Schrader and Schoffstall's previous achievements included writing SNMP
- the Simple Network Management Protocol - which has since become a
worldwide networking standard owned and licensed by PSINet.

Despite this technical background, Schrader is passionate about business
on the Internet. "Electronic commerce is the future of the Internet," he says.
But he also believes that business customers - who comprise 80 per cent
of PSINet's client base - require a different type of service from an ISP.

"Businesses want reliability, security and simplicity, and they want us to
take care of everything," he says. In order to serve its target corporate
market, PSINet has designed its network and its services from a different
perspective. Most other Internet service providers are router-based -
meaning that customer traffic faces many short hops along its journey.
These ISPs begin by leasing a dedicated data circuit, putting a router at
each end and then adding new circuits and routers as they are required.

The result, claims PSINet, is an asymmetric network topology which
makes routing more difficult to manage, makes redundancy difficult and
provides multiple vulnerable points of failure. This unbalanced structure
impairs throughput speed, increases costs and uses bandwidth inefficiently.
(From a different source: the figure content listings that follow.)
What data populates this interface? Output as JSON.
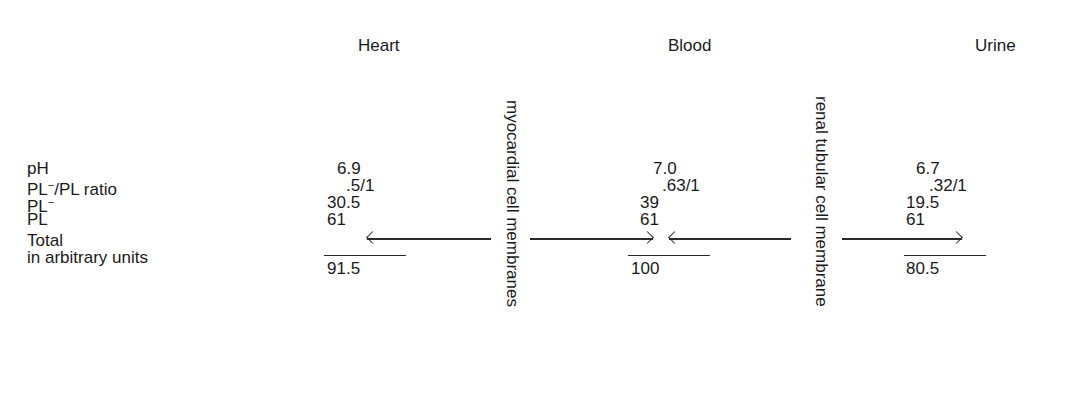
{
  "columns": {
    "heart": "Heart",
    "blood": "Blood",
    "urine": "Urine"
  },
  "membranes": {
    "myocardial": "myocardial cell membranes",
    "renal": "renal tubular cell membrane"
  },
  "rows": {
    "ph": "pH",
    "ratio_pl": "PL",
    "ratio_sup": "−",
    "ratio_rest": "/PL ratio",
    "plminus": "PL",
    "plminus_sup": "−",
    "pl": "PL",
    "total": "Total",
    "units": "in arbitrary units"
  },
  "values": {
    "heart": {
      "ph": "6.9",
      "ratio": ".5/1",
      "pl_minus": "30.5",
      "pl": "61",
      "total": "91.5"
    },
    "blood": {
      "ph": "7.0",
      "ratio": ".63/1",
      "pl_minus": "39",
      "pl": "61",
      "total": "100"
    },
    "urine": {
      "ph": "6.7",
      "ratio": ".32/1",
      "pl_minus": "19.5",
      "pl": "61",
      "total": "80.5"
    }
  },
  "arrows": [
    {
      "from": "myocardial cell membranes",
      "to": "Heart PL",
      "direction": "left"
    },
    {
      "from": "myocardial cell membranes",
      "to": "Blood PL",
      "direction": "right"
    },
    {
      "from": "renal tubular cell membrane",
      "to": "Blood PL",
      "direction": "left"
    },
    {
      "from": "renal tubular cell membrane",
      "to": "Urine PL",
      "direction": "right"
    }
  ]
}
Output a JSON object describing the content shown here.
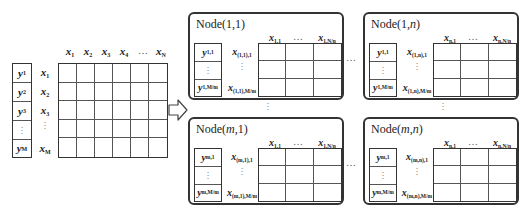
{
  "diagram": {
    "source": {
      "y_vector": [
        "y1",
        "y2",
        "y3",
        "⋮",
        "yM"
      ],
      "row_labels": [
        "x1",
        "x2",
        "x3",
        "⋮",
        "xM"
      ],
      "column_headers": [
        "x1",
        "x2",
        "x3",
        "x4",
        "…",
        "xN"
      ],
      "grid_rows": 5,
      "grid_cols": 6
    },
    "arrow": {
      "direction": "right",
      "icon": "hollow-right-arrow-icon"
    },
    "nodes": [
      {
        "title": "Node(1,1)",
        "title_base": "Node(",
        "title_i": "1",
        "title_j": "1",
        "col_headers": [
          "x_{1,1}",
          "…",
          "x_{1,N/n}"
        ],
        "y_labels": [
          "y_{1,1}",
          "⋮",
          "y_{1,M/m}"
        ],
        "row_labels": [
          "x_{(1,1),1}",
          "⋮",
          "x_{(1,1),M/m}"
        ]
      },
      {
        "title": "Node(1,n)",
        "title_base": "Node(",
        "title_i": "1",
        "title_j": "n",
        "col_headers": [
          "x_{n,1}",
          "…",
          "x_{n,N/n}"
        ],
        "y_labels": [
          "y_{1,1}",
          "⋮",
          "y_{1,M/m}"
        ],
        "row_labels": [
          "x_{(1,n),1}",
          "⋮",
          "x_{(1,n),M/m}"
        ]
      },
      {
        "title": "Node(m,1)",
        "title_base": "Node(",
        "title_i": "m",
        "title_j": "1",
        "col_headers": [
          "x_{1,1}",
          "…",
          "x_{1,N/n}"
        ],
        "y_labels": [
          "y_{m,1}",
          "⋮",
          "y_{m,M/m}"
        ],
        "row_labels": [
          "x_{(m,1),1}",
          "⋮",
          "x_{(m,1),M/m}"
        ]
      },
      {
        "title": "Node(m,n)",
        "title_base": "Node(",
        "title_i": "m",
        "title_j": "n",
        "col_headers": [
          "x_{n,1}",
          "…",
          "x_{n,N/n}"
        ],
        "y_labels": [
          "y_{m,1}",
          "⋮",
          "y_{m,M/m}"
        ],
        "row_labels": [
          "x_{(m,n),1}",
          "⋮",
          "x_{(m,n),M/m}"
        ]
      }
    ],
    "ellipsis_h": "…",
    "ellipsis_v": "⋮",
    "colors": {
      "stroke": "#333333",
      "background": "#ffffff",
      "text": "#222222"
    }
  }
}
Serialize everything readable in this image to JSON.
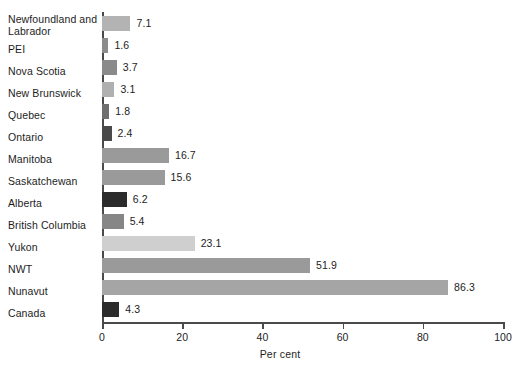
{
  "chart_data": {
    "type": "bar",
    "orientation": "horizontal",
    "title": "",
    "xlabel": "Per cent",
    "ylabel": "",
    "xlim": [
      0,
      100
    ],
    "xticks": [
      0,
      20,
      40,
      60,
      80,
      100
    ],
    "grid": false,
    "legend": "none",
    "categories": [
      "Newfoundland and Labrador",
      "PEI",
      "Nova Scotia",
      "New Brunswick",
      "Quebec",
      "Ontario",
      "Manitoba",
      "Saskatchewan",
      "Alberta",
      "British Columbia",
      "Yukon",
      "NWT",
      "Nunavut",
      "Canada"
    ],
    "values": [
      7.1,
      1.6,
      3.7,
      3.1,
      1.8,
      2.4,
      16.7,
      15.6,
      6.2,
      5.4,
      23.1,
      51.9,
      86.3,
      4.3
    ],
    "value_labels": [
      "7.1",
      "1.6",
      "3.7",
      "3.1",
      "1.8",
      "2.4",
      "16.7",
      "15.6",
      "6.2",
      "5.4",
      "23.1",
      "51.9",
      "86.3",
      "4.3"
    ],
    "bar_colors": [
      "#b3b3b3",
      "#8c8c8c",
      "#8a8a8a",
      "#b0b0b0",
      "#6e6e6e",
      "#4a4a4a",
      "#9a9a9a",
      "#9a9a9a",
      "#2b2b2b",
      "#868686",
      "#cfcfcf",
      "#9a9a9a",
      "#a5a5a5",
      "#2b2b2b"
    ],
    "axis_color": "#4a4a4a",
    "text_color": "#1d1d1d",
    "background": "#ffffff"
  }
}
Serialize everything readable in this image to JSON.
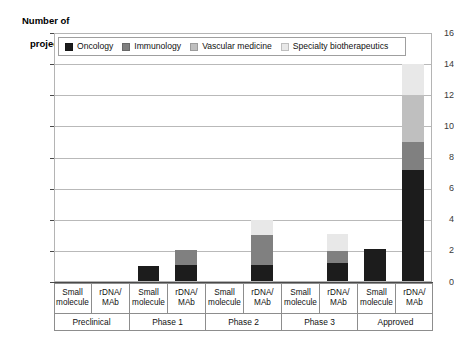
{
  "chart_data": {
    "type": "bar",
    "stacked": true,
    "title": "",
    "ylabel": "Number of\nprojects",
    "xlabel": "",
    "ylim": [
      0,
      16
    ],
    "ytick_step": 2,
    "yticks": [
      0,
      2,
      4,
      6,
      8,
      10,
      12,
      14,
      16
    ],
    "grid": true,
    "legend_position": "top-inside",
    "categories": [
      "Small molecule",
      "rDNA/MAb",
      "Small molecule",
      "rDNA/MAb",
      "Small molecule",
      "rDNA/MAb",
      "Small molecule",
      "rDNA/MAb",
      "Small molecule",
      "rDNA/MAb"
    ],
    "group_labels": [
      "Preclinical",
      "Phase 1",
      "Phase 2",
      "Phase 3",
      "Approved"
    ],
    "series": [
      {
        "name": "Oncology",
        "color": "#1c1c1c",
        "values": [
          0,
          0,
          1.05,
          1.1,
          0,
          1.1,
          0,
          1.2,
          2.15,
          7.2
        ]
      },
      {
        "name": "Immunology",
        "color": "#808080",
        "values": [
          0,
          0,
          0,
          0.95,
          0,
          1.95,
          0,
          0.8,
          0,
          1.8
        ]
      },
      {
        "name": "Vascular medicine",
        "color": "#bfbfbf",
        "values": [
          0,
          0,
          0,
          0,
          0,
          0,
          0,
          0,
          0,
          3.0
        ]
      },
      {
        "name": "Specialty biotherapeutics",
        "color": "#e8e8e8",
        "values": [
          0,
          0,
          0,
          0,
          0,
          0.95,
          0,
          1.1,
          0,
          2.0
        ]
      }
    ],
    "totals": [
      0,
      0,
      1.05,
      2.05,
      0,
      4.0,
      0,
      3.1,
      2.15,
      14.0
    ]
  },
  "axis": {
    "y_title_line1": "Number of",
    "y_title_line2": "projects",
    "y_labels": [
      "16",
      "14",
      "12",
      "10",
      "8",
      "6",
      "4",
      "2",
      "0"
    ]
  },
  "legend": {
    "items": [
      {
        "label": "Oncology",
        "color": "#1c1c1c"
      },
      {
        "label": "Immunology",
        "color": "#808080"
      },
      {
        "label": "Vascular medicine",
        "color": "#bfbfbf"
      },
      {
        "label": "Specialty biotherapeutics",
        "color": "#e8e8e8"
      }
    ]
  }
}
In contrast PSINet has built an integrated logical network around switches
and high-performance routers designed to optimise bandwidth while
minimising hops and congestion. This has enabled PSINet to offer all its
customers a range of sophisticated corporate services. These include
high-bandwidth managed Internet access, private virtual networks, remote
access services which provide portable Internet access for mobile
employees and Web hosting services.

Schrader argues that to provide the fastest possible and most reliable
access to corporate Web sites, they should be hosted on servers right at
the core of the network backbone itself.

PSINet, which launched its PSIWeb Web hosting service in Britain in July,
takes care of all aspects of manning the site, 24-hours a day while the
customer controls content, costs and updates.

Among the advantages of Web hosting, PSINet claims it eliminates
security concerns, additional staffing and capital investment costs and
provides Web site visitors with reliable first-time access and the ability to
download pages quickly, thereby encouraging more return hits.

Schrader also has strong views on the future of the Internet industry and
predicts a wave of consolidation among the thousands of ISPs in the US
and elsewhere. Within three years he predicts the industry will be
dominated by a handful of global suppliers and small niche companies.

He believes the five global Internet survivors will be the Sprint/France
Telecom/Deutsche Telecom consortium, AT&T Unisource, BT/MCI's
Concert unit, the merged Worldcom/MFS/UUNet Pipex group and, of
course, PSINet. "I don't think there will be room for any other players and
it is too late for new entrants," he says.

He also reckons that the traditional voice telephony network operators will
face an increasingly tough time, and not just because of Internet telephony,
which he believes will remain a niche product used by college students and
expatriates for calling home.

A more potent threat over the next five years, he believes, will come as
existing data applications, such as cheque-clearing services and fax traffic,
move off the circuit-switched networks operated by telephone companies,
and on to the lower-cost and more efficient packet-switched networks
operated by PSINet and the new breed of global networking companies.